Right after I define and populate this ridiculously wide table I will need to write an SSIS package against it. Are there different limitations for SSIS for number of columns than there are for SQL Server?
In essence I have a very large number of attributes about an entity that for a number of reasons will need to be stored on one table and then extracted in that same columns wide format and I want to make sure what the rules are within SQL Server 2008 and SSIS 2008.
SQL Server 2008 has a max for Wide and NonWide. Unless you've taken special steps to use sparse columns, you've got a NonWide table.
Columns per nonwide table 1,024
Columns per wide table 30,000
Row size limitations (with a caveat, see details in specs below):
Bytes per row 8,060
Maximum Capacity Specifications for SQL Server 2008
More on Wide and NonWide at MSDN.
I'm going to use a single table to aggregate historical data about our (very big) virtual infrastructure. The table will be composed of 15 to 30 fields, and I esitmate from 500 to 1000 records a day.
Why a single table? A couple of reasons:
Data is extracted to csv using powershell scripts. Then bulk load on a single table is very easy and fast.
I will use the table to connect excel and report through pivot tables. Then a single table is perfect (otherwise I should create views).
Now my question:
If I'm planning in the future to build cubes upon this table is the "single-table" choice a bad solution?
Do cubes rely on relational databases or they can be easily built upon single-table databases?
Thanks for any suggestion
Can't tell you specifically about SQL Server Analysis Services, but for OLAP you typically use denormalized and aggregated data. That means fewer tables than in a normal relational scenario. And as your data volume is not really big (365k rows/year - even small for OLAP), I don't see any problem using a single table for your data.
Can we get the benefits of the partitioning of a SQL server 2010 table when we use entity framework as the data layer?
The table will have 10 000 records per day and it will be partitioned by the date created (Ex :- Older than 30 days and new)
I'm not very skilled in SQL Server so perhaps I'm wrong but I believe that table partitioning should be transparent to queries (if we are talking about automatic partition function defined in the table) - it means that common queries should still work and even have better performance if partitioning is configured correctly. So in case of database-frist design, EF should not have any problem with this because it still works with single logical table. If you mean manual partitioning by creating new table each month then it is a big probrem with EF and you will need stored procedures to access that tables.
I have 2 link tables in a MS Access database. One of the link tables links to a table in a Sybase database and the other links to a SQL Server database.
The tables structures are same and has the same data too, barring a few rows.
I tried the 'Find unmatched rows' query wizard to compare the two tables and find the number of rows which are same (and different). But the problem is this makes the MS Access hang for huge tables (10 million+ rows).
Are there any settings that I can tweak so that Access does not hang? I am using ODBC connections to Sybase and SQL Server.

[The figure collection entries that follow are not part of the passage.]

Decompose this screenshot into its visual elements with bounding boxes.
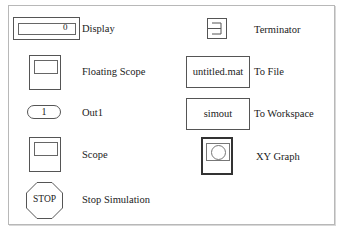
terminator-label: Terminator [254, 24, 301, 36]
xy-graph-label: XY Graph [256, 151, 300, 163]
xy-graph-circle-icon [211, 145, 226, 160]
scope-label: Scope [82, 149, 108, 161]
scope-screen-icon [34, 60, 58, 74]
scope-block[interactable] [29, 137, 61, 172]
stop-simulation-label: Stop Simulation [82, 194, 150, 206]
to-file-filename: untitled.mat [187, 66, 249, 77]
out1-label: Out1 [82, 107, 103, 119]
floating-scope-label: Floating Scope [82, 66, 145, 78]
to-workspace-block[interactable]: simout [186, 98, 250, 130]
xy-graph-block[interactable] [201, 137, 233, 175]
to-file-block[interactable]: untitled.mat [186, 56, 250, 88]
to-file-label: To File [254, 66, 284, 78]
out1-port-number: 1 [28, 106, 60, 117]
display-label: Display [82, 23, 115, 35]
terminator-icon [208, 19, 226, 38]
terminator-block[interactable] [207, 18, 227, 39]
scope-screen-icon [34, 142, 58, 156]
display-block[interactable]: 0 [13, 17, 80, 40]
stop-simulation-block[interactable]: STOP [26, 182, 63, 219]
floating-scope-block[interactable] [29, 55, 61, 90]
to-workspace-label: To Workspace [254, 108, 314, 120]
stop-text: STOP [26, 194, 63, 204]
xy-graph-screen [206, 143, 230, 161]
to-workspace-variable: simout [187, 108, 249, 119]
out1-block[interactable]: 1 [27, 105, 61, 119]
display-value: 0 [63, 22, 68, 32]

One more thing I noticed is when I right click on the SQL Server link table and click on open, it shows all the rows from the table. When I do the same for the Sybase one, it hangs and I have to close Access through Task Manager.
Some details:
Sybase version - 12.5.3
SQL Server version - 2008 R2
MS Access Version - 2003
On the face of it I would say the problem is that access is trying to do this query locally and is pulling most of the table down the wire. This is where you often get the myth that access does this all of the time when in fact it only does it on certain edge events. Is there anyway you could narrow down the data you are comparing? Maybe the table is a list of product sales and you could do one product line at a time or something like that?